When a large, modern symphony orchestra attempts a piece by Bach or Vivaldi, the result can often sound heavy, homogenous, and rhythmically “stiff,” even with a skilled conductor. The problem lies in scale, balance, and timbre. A modern orchestra is a 19th-century invention, built for the power and blended sound required for Brahms or Tchaikovsky. Applying this sonic tool to Baroque music is like using a sledgehammer for intricate woodwork.

The typical Baroque orchestra was a much smaller, more agile ensemble. At its core were the strings and, crucially, the continuo group (usually harpsichord/organ and cello/bassoon), which provided the harmonic and rhythmic foundation. As one source states, “A continuous bass was the rule in Baroque music.” This continuo group is the engine room of the ensemble, providing not just the bass line but also improvising harmonies that fill out the texture. In a modern orchestra, this vital, flexible role is often lost or rendered inaudible by the sheer number of other instruments. While some ensembles grew in size, even then, the balance was completely different; a late Baroque orchestra might include over 30 players, but it was still built around this continuo core and featured a wider variety of timbres like lutes, oboes d’amore, and violas da gamba.

The stiffness also comes from a lack of hierarchy.
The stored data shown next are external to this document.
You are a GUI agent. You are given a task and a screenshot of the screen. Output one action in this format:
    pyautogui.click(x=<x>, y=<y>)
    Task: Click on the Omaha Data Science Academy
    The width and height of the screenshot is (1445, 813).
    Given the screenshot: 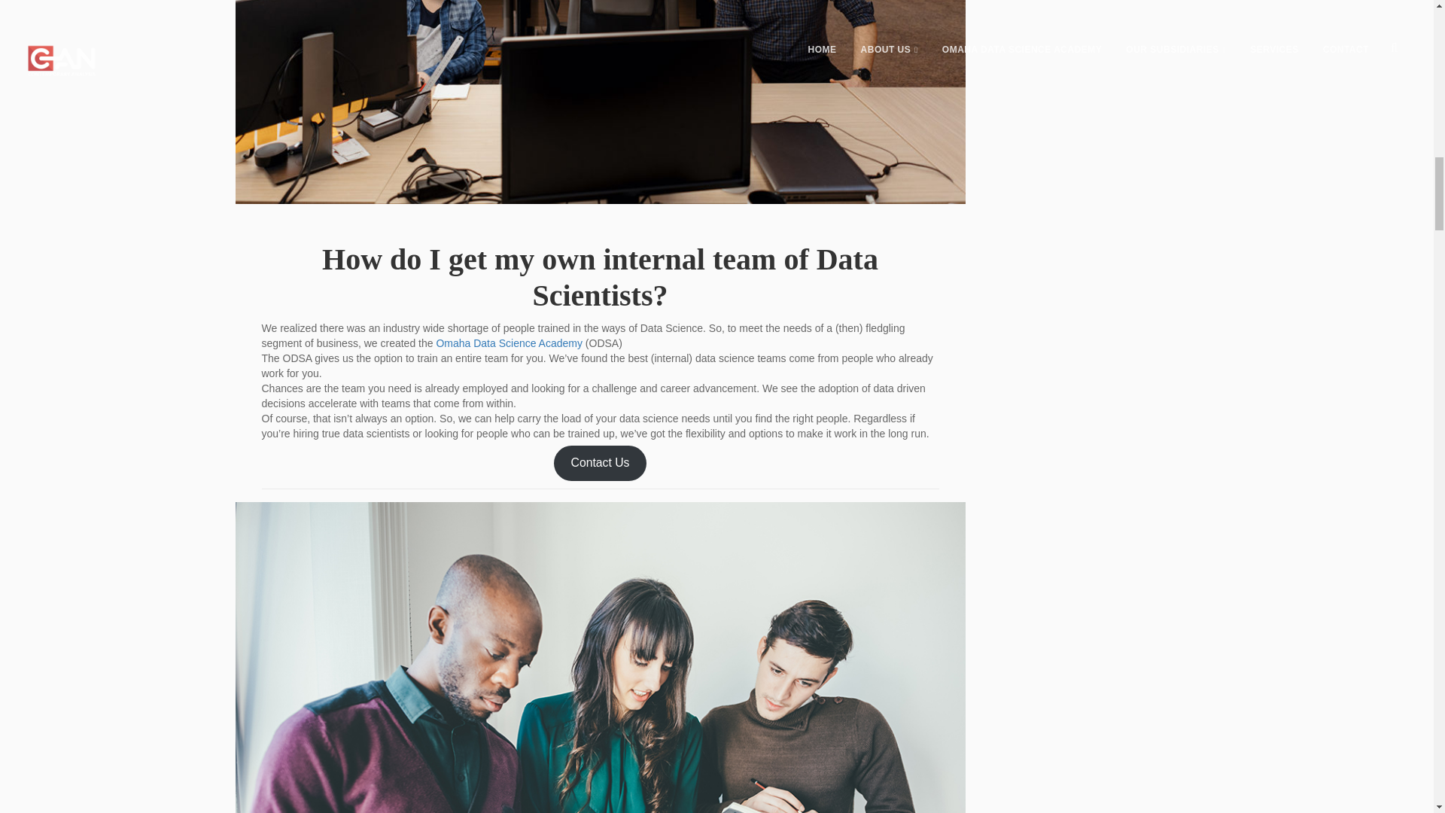 What is the action you would take?
    pyautogui.click(x=509, y=343)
In a smaller Baroque ensemble, there is a constant, lively dialogue between the soloists, the different sections, and the continuo. It’s a chamber music mentality. In a modern orchestra, with 16 first violins playing in perfect, powerful unison, this conversational element is lost. The sound becomes a beautiful but monolithic block, rather than a dynamic interplay of individual voices and colours. The music’s intricate counterpoint and rhetorical gestures are smoothed over by the sheer weight of the sound, resulting in a performance that feels impressive but emotionally distant and rhythmically inflexible.

To truly understand the issue, we must compare the fundamental structure and sound ideal of the historical ensemble versus the modern one.
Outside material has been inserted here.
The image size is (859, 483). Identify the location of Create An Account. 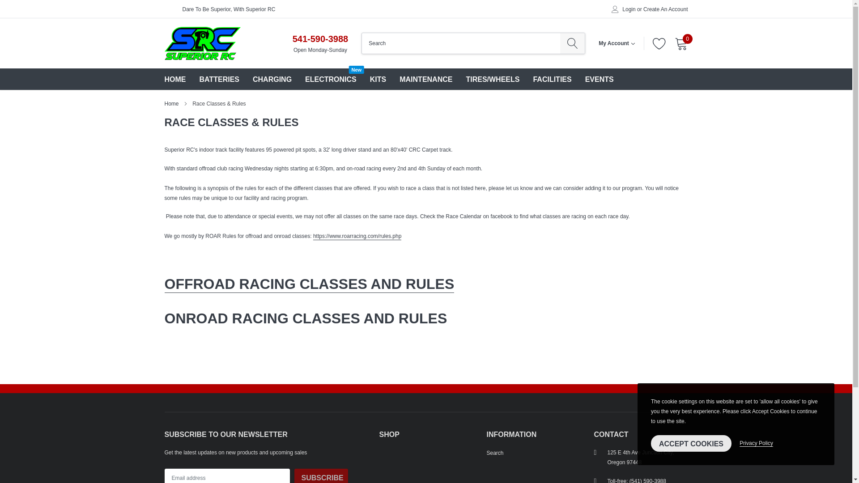
(666, 9).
To make Baroque music dance, you need an ensemble that is light on its feet, built for conversation, not for overwhelming power.

Written by Eleanor Whitfield, Dr Eleanor Whitfield is a musicologist specialising in historical performance practice, holding a PhD in Musicology from the Royal College of Music and a Master's from Cambridge University. She has spent 15 years as a lecturer and researcher, currently serving as Senior Lecturer at the Royal Academy of Music while consulting for the BBC Proms programming committee. Her expertise spans baroque and early music interpretation, symphonic literature analysis, and the preservation of medieval musical manuscripts.